Test-only infrastructure for exercising mdom. Nothing here ships in the
public API (index.ts does not re-export it); it exists so tests can
describe music instead of hand-writing MusicXML strings.
A lightweight MusicXML builder. The deliberate non-goal is being a complete
MusicXML model (that is what @stringsync/musicxml is for, and it is too
heavy-handed for fixtures). The goal is: describe the music a test cares
about in a few lines, and emit valid MusicXML for mdom.parse.
There are two entry points, both namespaces with .partwise, .timewise,
and .flavored taking the same builder callback. score returns a MusicXML
string for mdom.parse:
const xml = score.partwise((s) => {
s.part('Violin I', (p) => {
p.measure({ time: [3, 4], key: 2, clef: ['G', 2], tempo: 120 }, (m) => {
m.note('C4');
m.note('E4', 1, (n) => n.staccato().slur('start'));
m.note('G4', 1, (n) => n.slur('stop'));
});
});
});element mirrors score but returns the parsed xml-js root element instead
of a string. normalize() consumes that element rather than a string, so its
unit tests describe music through the same builder — xml-js stays an
implementation detail of testing, never imported by a test, and the
hand-written-XML temptation is removed even for normalize-level coverage.

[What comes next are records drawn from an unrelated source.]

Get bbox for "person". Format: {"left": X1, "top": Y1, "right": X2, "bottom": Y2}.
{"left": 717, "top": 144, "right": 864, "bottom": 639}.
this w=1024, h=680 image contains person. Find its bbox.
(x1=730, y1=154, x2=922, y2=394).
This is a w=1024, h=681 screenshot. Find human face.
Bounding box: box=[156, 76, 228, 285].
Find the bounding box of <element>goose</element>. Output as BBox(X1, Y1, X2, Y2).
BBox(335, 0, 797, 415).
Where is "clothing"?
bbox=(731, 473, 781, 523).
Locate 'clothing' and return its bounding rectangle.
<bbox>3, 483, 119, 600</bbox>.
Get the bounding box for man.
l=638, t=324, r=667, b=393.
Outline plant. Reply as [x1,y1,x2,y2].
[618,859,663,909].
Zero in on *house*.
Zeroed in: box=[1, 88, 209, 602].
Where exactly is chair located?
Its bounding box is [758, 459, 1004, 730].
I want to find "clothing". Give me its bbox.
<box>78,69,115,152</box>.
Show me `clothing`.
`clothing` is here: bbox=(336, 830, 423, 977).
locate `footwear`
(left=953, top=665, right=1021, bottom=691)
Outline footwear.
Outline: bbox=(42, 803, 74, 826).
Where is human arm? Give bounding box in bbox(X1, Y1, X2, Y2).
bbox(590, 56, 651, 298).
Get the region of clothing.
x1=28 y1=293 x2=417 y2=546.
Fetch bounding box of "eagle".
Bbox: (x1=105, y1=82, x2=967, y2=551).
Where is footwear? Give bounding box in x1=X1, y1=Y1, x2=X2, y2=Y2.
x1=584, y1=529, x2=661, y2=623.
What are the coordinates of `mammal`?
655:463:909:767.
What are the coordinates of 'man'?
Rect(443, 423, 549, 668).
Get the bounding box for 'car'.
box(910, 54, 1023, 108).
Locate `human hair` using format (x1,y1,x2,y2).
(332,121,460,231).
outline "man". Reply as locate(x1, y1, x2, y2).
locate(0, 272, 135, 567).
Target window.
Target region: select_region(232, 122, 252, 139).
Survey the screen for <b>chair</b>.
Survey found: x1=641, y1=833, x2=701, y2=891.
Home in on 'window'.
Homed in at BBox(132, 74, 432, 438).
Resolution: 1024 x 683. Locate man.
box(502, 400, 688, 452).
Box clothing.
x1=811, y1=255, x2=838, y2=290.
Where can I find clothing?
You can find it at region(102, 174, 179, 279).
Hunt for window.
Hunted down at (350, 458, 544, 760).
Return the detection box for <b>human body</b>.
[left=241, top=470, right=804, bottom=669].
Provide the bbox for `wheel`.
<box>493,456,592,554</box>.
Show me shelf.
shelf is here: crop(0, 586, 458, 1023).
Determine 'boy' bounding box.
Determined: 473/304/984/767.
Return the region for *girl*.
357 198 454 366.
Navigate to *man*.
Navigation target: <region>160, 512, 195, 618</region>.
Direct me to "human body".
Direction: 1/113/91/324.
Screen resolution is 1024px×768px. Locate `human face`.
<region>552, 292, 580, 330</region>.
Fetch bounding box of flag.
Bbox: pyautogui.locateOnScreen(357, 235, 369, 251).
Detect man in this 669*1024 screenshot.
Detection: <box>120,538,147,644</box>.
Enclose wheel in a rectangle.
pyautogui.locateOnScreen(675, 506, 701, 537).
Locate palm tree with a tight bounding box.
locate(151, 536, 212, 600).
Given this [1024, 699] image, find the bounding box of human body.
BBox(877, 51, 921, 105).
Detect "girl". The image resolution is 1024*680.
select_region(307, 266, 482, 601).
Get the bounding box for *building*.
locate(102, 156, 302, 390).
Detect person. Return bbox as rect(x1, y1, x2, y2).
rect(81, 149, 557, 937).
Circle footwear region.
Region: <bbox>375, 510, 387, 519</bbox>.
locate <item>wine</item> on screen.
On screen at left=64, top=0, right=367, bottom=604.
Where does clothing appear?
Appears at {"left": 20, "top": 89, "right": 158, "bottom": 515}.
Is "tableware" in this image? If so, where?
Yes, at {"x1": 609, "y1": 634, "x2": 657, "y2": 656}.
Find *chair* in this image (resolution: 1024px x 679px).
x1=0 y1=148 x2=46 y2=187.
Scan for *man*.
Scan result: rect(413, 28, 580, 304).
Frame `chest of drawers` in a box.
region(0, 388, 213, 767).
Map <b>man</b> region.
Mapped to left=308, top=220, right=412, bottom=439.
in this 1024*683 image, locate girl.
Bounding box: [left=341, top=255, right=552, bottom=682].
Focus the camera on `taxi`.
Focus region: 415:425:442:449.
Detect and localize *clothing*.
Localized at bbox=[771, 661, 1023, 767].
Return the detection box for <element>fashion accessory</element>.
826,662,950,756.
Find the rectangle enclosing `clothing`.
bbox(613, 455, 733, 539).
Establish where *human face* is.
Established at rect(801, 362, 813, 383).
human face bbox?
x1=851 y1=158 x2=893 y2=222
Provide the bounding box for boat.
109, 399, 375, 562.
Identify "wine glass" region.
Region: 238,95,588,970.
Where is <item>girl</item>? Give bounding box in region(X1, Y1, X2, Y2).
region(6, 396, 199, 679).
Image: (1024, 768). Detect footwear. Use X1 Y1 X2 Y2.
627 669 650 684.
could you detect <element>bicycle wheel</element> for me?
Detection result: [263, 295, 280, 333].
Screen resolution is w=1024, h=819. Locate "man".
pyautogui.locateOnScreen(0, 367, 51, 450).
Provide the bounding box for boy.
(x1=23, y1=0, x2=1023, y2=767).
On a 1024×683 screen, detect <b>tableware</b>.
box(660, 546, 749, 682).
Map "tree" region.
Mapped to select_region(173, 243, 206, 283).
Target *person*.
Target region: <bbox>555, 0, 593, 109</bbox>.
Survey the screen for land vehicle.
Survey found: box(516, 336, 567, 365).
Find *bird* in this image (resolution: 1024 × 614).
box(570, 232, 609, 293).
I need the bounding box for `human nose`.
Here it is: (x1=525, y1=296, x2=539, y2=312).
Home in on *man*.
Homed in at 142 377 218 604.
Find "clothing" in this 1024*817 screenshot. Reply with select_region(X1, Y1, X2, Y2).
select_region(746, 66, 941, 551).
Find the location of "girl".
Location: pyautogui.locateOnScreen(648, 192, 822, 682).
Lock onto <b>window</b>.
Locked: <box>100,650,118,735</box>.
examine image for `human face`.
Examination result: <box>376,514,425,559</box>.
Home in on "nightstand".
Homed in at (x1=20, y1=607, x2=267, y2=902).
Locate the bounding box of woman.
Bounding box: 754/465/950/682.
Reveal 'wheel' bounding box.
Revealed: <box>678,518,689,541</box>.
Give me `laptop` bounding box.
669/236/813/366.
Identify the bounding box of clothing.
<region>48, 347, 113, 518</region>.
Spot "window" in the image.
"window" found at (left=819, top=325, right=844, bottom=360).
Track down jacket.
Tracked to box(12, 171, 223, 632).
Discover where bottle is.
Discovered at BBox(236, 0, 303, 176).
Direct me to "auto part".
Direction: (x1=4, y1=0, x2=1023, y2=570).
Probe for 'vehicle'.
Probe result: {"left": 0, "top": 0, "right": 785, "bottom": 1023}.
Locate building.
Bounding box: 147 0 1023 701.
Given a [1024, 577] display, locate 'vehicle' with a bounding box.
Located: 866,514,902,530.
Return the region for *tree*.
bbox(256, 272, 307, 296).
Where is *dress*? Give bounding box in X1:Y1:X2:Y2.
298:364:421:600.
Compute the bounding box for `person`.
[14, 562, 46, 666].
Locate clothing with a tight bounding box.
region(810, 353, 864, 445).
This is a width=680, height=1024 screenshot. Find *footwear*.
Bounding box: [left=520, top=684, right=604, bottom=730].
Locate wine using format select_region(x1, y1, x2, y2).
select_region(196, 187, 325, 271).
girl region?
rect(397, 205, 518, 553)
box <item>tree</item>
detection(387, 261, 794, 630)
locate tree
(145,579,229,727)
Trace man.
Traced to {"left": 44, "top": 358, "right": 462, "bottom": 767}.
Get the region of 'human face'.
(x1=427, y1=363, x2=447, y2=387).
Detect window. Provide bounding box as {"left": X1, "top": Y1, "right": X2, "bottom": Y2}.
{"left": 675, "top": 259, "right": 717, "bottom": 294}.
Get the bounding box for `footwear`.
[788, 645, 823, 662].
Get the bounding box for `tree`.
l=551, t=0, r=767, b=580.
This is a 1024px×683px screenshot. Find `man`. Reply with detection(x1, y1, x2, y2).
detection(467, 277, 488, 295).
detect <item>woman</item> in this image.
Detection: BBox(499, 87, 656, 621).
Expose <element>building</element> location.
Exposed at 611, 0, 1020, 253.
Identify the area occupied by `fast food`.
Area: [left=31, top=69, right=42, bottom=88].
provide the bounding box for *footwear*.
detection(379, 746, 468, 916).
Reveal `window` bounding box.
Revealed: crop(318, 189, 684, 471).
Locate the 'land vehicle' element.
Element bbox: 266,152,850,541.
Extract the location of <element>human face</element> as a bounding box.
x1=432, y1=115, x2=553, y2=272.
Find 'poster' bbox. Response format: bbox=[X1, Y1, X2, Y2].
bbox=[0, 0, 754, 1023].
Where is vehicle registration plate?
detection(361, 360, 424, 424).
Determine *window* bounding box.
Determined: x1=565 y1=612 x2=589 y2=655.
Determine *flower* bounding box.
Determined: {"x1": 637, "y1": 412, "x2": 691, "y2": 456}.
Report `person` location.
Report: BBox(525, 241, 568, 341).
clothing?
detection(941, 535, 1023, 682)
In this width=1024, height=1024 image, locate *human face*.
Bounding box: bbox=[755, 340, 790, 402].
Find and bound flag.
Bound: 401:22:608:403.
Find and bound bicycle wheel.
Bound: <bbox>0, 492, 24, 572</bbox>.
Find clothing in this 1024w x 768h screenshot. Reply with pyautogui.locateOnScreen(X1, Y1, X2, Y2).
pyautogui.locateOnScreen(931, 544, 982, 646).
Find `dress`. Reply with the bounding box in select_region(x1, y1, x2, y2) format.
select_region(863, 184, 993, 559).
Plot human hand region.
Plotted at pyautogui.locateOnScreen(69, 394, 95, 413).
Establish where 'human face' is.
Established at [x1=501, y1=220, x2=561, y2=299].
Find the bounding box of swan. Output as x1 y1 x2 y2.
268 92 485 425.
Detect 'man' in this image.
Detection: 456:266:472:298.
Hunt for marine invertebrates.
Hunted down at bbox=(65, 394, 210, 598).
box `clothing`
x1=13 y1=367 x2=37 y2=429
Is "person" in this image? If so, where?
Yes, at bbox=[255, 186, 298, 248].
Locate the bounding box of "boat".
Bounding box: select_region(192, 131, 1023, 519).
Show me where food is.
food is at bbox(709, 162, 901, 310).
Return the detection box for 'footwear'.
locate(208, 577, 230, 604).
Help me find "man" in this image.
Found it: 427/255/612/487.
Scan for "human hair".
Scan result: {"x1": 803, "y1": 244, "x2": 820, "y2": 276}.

Nesting is expressed with closures, not chained .end() calls — scope is
unambiguous and arbitrary depth (part → measure → note → mods) reads the
way the hierarchy nests.
Tests think in quarter notes (matching mdom.timing), never in
<divisions> ticks. A duration argument is quarter notes (default 1); the
exported durations namespace names them — durations.eighth is 0.5,
with parallel durations.dotted and durations.triplet namespaces so
durations.triplet.eighth is 1/3 and durations.dotted.half is 3 — so
call sites read as music and the 3:2 / dotted intent isn't hidden behind a
bare number. Raw numbers still work. The builder derives the minimal
integer <divisions> for the whole part so every duration lands on a tick,
and emits <backup>/<forward> for multi-voice writing. score-level
divisions(n) forces a specific value when a test asserts on it.
A pitch is a scientific-notation string ('C4', 'C#4', 'Bb3',
'F##5') or { step, octave, alter }. A chord is one call with several
pitches; a rest takes no pitch.
m.note('C#4', 0.5);
m.chord(['C4', 'E4', 'G4'], 2);
m.rest(1);The optional last argument to note/rest/chord is a callback over a
chainable mod configurator covering the mdom.mods surface — ties, slurs,
beams, tuplets, articulations, ornaments, dynamics, lyrics — plus
voice/staff placement and type/dot overrides. Spanning mods
(slur, tie, beam) emit their MusicXML start/stop endpoints on the
hosting notes; reconstructing the span is mdom's job, not the builder's.
The builder models only what fixtures commonly need. For anything else — exotic elements, deliberately invalid or unsupported MusicXML, both score flavors — there is always a raw escape:
score.timewise(build)emitsscore-timewiseinstead of the defaultscore-partwise(score.partwise(build)), so bothmdom.parsenormalization paths are testable from one description.raw(xml)exists at score, measure, and note scope to inject verbatim XML, so a test never has to extend the builder to cover a one-off case.